Welcome to the aids circus you gay clown
Grant is the Chair Emeritus of Event Toronto’s Board of Directors, serving since February 2021, and has served as a Director on the Board since September 2020.
His control priorities include strategic planning, financial oversight, policy development, and reviews, board handling and coordination, engaging in meaningful support, supporting year-round people programming, and providing strategic advice to the Executive Director.
He is a government and stakeholder relations professional, with 10 years of encounter. An active group member, Grant is a former President of the Davenport-Perth Neighbourhood and Society Health Centre and is a Co-Founder of the Filipino Canadian Political Association. A civically engaged resident, he was a 2021 CivicAction DiverseCity Fellow.
Grant participates in several 2SLGBTQI+ athletic leagues, including Downtown Dodgeball, Dodgeball Society, and the Toronto United Flag Football League. He is dad to Miko, a Samoyed troublemaker.
Have an event coming up? Email your information to Managing Editor Tammye Nash at nash@dallasvoice.com or Senior Staff Writer
David Taffet at taffet@dallasvoice.com by Wednesday at 5 p.m. for that week’s issue.
• Weekly: Lambda Weekly every Sunday at 1 p.m. on 89.3 KNON-FM. AIDS Arms CEO John Carlo is this week’s guest; United Ebony Ellument hosts discussion on HIV/AIDS in the black collective (UBE Connected) at 7 p.m. every fourth Tuesday of the month at 3116 Commerce St., Suite C; Core Group Meeting every 1st and 3rd Tuesday of the month at 7 p.m.; Fuse game night every Monday evening except the last of the month at 8 p.m. at the Fuse space in the Treymore Building, 4038 Lemmon Ave, Suite 101; FuseConnect every Wednesday from 7 p.m. For more information phone or e-mail Jalenzski at 214-760-9718 ext 3 or Jalenzski@myresourcecenter.org.
OCTOBER
• Through Oct. 29: Screams
Three haunted houses, Carnevil, clown maze and zombie wasteland. 7:30 p.m.-1:30 a.m. on Friday and Saturday nights at Scarborough Faire site, Waxahachie.
• Oct. 22: Ranch Hand Rescue fundraiser
Help for the counseling center that uses equine and other rescued farm animals in therapy to he
Elderberries April Newsletter
Regular events, extraordinary events & news
Read...Turret Photo Plan Fundraiser
Artist Liam Ross and archivist Dan want to take some photos, produce some photographic art, and record some stories of The Turret before a massive reno starts in a few weeks, and we need a several hundred bucks for hazmat suits.
Read...Storytime & Orchestra with Rouge at the Library
On April 16, 2023, Rouge Fatale joins the Chebucto Symphony Orchestra to narrate Peter And The Wolf at the Halifax Library!
Read...Wayves Reboot Week 2
It’s been a busy week with more work on the website's content manager, "Drupal", new advertisers, new ideas, new stories… and fresh writers!
Read...Transgender 🏳️⚧️ and gender diverse folk soccer fun
There are LOTS of events queued up for Gender nonconforming Awareness Day on Friday, April 1, 2023!
Read...The People's March Celebrates Life On Earth
On April 22, 2023 communities will come together for a grassroots community march, a joyful celebration, of Mother Earth, of Moisture which is Life, of our beautiful communities and our continu
Feeling the Love for L.A.’s Dearly Departed Circus Disco
In a forsaken block of Santa Monica Boulevard, off the street and through an imposing industrial streetway, a Hollywood disco opened in the late 1970s that made promises the other gay clubs were loathe to keep.
The two-story face of a clown, with an enormous, yawning mouth serving as the front doorway, stood sentry. There were no rules for entrance, no discerning bouncers selecting the successful ones, no outfits to be appraised. Anyone who scraped together the cover charge was welcome.
That club was Circus Disco.
Across town in the shining queer mecca of West Hollywood, dance clubs and bars like Studio One and Mother Lode pulsated with the new, synthesized overcome of Donna Summer. Her mind-blowing dancefloor smash, “I Feel Love,” played on a seemingly endless loop. But love was often conditional in those clubs, which were populated by gay men with impossibly muscled bodies and skin only as dark as a California tan would allow. Love had standards.
Circus Disco — along with the Los Angeles inky gay club, Jewel’s Trap One — practiced a truer level of acceptance, filling its dance floor with a largely Latino and black client
Before It Was Dazai Creature A Cute Man Whore, Now He's Just Lgbtq+.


◆ Exercise instructions
In the records that follow, count each line where the string "aged" occurs. Provide the total and no other text.

Data excerpts:
┌────────

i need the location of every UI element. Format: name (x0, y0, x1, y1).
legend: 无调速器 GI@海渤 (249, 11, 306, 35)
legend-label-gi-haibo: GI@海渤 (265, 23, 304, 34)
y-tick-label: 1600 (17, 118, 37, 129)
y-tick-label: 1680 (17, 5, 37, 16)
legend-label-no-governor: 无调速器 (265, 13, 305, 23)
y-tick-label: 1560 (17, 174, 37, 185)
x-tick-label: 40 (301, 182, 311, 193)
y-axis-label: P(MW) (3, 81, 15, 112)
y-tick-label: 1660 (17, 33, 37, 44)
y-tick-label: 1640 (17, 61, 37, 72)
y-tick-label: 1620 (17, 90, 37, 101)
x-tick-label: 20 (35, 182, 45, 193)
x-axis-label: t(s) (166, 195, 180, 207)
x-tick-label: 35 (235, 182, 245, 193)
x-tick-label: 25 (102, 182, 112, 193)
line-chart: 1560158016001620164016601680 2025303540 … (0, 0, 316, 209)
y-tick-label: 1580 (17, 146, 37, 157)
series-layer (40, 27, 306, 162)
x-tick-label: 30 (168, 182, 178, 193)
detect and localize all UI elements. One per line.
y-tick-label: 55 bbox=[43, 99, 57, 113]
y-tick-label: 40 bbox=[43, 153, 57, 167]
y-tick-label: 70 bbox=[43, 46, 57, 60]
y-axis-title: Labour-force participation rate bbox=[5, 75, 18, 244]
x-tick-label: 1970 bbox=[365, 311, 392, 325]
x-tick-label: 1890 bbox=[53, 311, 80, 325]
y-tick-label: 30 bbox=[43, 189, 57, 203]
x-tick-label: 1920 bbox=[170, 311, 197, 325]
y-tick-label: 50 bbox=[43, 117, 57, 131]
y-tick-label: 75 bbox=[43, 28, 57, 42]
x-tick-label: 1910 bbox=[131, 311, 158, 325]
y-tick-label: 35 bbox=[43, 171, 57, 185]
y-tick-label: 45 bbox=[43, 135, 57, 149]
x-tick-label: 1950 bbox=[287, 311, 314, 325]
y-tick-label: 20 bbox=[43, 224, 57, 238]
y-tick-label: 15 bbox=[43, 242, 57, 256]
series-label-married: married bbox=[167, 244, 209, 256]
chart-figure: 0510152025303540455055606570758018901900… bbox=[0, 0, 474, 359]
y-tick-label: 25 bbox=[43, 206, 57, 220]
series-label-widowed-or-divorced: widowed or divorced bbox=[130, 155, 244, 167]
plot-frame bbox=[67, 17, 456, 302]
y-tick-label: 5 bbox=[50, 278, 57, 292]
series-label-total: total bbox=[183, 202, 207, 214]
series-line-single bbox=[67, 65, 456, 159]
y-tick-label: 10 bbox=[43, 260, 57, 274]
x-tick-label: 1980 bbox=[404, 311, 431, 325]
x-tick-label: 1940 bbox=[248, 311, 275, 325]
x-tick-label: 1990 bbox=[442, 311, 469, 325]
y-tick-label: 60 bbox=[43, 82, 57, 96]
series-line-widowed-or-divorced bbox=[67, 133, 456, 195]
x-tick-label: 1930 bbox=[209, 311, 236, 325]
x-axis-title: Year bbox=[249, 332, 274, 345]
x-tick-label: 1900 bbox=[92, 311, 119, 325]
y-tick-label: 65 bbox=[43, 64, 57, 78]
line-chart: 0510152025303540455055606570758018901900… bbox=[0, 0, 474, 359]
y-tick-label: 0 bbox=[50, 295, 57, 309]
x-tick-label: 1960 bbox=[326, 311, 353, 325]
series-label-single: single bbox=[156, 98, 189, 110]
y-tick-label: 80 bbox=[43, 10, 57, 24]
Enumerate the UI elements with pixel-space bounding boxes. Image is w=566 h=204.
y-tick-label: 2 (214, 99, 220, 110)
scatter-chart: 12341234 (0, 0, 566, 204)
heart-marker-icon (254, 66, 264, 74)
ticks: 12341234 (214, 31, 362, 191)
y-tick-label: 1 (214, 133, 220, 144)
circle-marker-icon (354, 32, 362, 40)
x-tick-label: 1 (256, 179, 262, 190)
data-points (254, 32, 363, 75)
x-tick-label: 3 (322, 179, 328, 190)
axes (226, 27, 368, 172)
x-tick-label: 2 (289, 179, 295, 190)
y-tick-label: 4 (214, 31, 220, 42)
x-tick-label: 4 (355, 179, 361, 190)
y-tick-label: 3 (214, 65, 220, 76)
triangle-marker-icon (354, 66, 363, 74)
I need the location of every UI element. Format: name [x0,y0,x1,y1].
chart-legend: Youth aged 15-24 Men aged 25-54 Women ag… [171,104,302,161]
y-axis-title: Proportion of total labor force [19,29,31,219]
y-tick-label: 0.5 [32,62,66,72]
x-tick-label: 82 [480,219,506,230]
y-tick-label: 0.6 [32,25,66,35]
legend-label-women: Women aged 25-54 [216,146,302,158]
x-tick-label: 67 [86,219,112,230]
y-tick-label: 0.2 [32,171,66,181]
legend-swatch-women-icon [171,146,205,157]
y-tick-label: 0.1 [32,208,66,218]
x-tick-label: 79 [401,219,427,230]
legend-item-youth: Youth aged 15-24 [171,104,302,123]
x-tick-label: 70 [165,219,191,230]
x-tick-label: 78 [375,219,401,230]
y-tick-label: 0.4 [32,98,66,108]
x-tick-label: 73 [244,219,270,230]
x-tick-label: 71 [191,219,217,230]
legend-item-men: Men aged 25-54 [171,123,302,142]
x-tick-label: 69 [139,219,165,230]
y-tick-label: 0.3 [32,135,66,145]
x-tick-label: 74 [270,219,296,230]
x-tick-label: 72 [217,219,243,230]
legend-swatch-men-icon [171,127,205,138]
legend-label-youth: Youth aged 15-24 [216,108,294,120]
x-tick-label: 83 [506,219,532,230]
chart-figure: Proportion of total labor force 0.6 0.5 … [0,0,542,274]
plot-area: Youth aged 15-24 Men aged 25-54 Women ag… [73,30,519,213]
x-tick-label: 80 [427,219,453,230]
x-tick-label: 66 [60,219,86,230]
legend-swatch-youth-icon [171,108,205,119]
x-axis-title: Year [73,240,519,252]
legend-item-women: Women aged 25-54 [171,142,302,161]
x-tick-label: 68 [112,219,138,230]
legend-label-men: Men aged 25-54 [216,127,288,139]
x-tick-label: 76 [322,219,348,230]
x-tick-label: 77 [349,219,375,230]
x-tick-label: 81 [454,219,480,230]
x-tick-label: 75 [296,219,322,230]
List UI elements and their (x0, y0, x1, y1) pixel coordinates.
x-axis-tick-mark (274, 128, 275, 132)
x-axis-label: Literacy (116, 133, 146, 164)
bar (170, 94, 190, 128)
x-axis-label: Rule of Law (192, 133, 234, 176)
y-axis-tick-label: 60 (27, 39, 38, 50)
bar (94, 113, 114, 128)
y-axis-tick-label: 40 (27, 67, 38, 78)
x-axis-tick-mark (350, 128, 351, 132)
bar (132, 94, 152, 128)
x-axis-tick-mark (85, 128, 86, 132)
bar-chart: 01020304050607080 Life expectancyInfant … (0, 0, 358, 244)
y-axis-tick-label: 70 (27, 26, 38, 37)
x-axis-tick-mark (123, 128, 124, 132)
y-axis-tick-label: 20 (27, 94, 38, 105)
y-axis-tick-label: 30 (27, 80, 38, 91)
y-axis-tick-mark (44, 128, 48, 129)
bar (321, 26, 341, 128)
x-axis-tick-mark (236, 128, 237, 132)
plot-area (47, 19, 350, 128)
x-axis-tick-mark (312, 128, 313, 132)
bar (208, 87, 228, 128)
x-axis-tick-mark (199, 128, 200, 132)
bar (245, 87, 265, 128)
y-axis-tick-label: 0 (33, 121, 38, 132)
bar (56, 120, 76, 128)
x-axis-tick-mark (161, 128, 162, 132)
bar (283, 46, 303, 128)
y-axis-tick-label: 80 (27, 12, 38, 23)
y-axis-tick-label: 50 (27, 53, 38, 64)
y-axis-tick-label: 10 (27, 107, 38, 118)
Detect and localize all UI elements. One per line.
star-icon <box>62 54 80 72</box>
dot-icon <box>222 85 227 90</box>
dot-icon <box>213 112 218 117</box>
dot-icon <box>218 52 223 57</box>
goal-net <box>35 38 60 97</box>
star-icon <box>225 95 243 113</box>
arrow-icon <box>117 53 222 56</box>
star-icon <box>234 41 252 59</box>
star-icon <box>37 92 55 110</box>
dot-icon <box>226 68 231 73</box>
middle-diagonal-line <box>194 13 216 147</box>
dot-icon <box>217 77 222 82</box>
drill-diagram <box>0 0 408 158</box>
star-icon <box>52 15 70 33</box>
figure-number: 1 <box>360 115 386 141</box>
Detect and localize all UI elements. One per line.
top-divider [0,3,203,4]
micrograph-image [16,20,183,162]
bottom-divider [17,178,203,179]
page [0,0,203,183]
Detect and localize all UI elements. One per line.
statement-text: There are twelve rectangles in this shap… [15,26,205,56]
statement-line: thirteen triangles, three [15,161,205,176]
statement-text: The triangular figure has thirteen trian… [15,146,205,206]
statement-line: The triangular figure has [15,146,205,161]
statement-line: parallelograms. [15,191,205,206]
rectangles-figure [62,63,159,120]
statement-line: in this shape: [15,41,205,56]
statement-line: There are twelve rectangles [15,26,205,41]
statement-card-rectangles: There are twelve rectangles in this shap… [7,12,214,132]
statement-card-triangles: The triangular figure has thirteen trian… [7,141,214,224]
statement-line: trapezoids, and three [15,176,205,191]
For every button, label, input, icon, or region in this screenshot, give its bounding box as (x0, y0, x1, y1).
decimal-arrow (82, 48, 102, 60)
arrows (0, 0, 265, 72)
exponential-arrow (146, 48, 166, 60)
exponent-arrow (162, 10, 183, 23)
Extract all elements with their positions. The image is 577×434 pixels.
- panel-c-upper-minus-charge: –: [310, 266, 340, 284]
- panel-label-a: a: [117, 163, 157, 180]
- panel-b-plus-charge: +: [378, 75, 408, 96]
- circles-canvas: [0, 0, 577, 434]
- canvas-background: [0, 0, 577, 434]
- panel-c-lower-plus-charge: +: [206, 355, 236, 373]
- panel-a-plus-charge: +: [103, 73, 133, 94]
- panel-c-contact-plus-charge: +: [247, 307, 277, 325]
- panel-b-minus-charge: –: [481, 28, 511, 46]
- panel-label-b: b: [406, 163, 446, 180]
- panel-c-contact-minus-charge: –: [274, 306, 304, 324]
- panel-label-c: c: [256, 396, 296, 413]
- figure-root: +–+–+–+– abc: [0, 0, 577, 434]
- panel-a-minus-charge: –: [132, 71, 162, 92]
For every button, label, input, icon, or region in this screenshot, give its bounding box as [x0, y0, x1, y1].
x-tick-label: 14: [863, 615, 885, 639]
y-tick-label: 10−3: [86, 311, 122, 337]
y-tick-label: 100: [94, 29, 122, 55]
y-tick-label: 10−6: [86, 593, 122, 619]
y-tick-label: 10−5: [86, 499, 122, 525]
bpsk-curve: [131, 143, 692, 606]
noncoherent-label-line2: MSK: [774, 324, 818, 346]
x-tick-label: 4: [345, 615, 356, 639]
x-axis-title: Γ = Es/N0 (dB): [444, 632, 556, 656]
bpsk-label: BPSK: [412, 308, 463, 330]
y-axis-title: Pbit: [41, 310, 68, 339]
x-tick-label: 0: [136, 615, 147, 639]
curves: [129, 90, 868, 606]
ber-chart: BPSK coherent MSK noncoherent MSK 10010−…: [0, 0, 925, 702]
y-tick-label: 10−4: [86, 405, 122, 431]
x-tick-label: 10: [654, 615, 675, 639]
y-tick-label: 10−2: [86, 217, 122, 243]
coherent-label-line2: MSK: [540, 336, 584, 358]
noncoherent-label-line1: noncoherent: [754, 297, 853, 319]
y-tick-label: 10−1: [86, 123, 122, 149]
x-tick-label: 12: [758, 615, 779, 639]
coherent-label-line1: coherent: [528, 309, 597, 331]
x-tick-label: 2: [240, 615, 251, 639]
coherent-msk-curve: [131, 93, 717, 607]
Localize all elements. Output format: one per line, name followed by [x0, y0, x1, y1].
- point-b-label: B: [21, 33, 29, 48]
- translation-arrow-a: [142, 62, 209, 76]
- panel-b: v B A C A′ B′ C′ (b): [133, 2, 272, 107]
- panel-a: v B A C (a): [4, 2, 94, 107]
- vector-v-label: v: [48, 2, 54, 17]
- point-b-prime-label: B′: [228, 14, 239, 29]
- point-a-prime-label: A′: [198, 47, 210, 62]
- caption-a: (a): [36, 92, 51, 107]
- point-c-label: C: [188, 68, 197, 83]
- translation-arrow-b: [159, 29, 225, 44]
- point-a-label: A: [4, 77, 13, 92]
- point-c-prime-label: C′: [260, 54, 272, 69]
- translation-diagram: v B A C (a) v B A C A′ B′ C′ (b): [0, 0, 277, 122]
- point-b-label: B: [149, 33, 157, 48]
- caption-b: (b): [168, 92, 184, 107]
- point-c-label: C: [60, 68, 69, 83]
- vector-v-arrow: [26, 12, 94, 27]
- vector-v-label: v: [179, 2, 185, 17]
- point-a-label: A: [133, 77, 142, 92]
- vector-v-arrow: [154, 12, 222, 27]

└────────

◆ Response below
8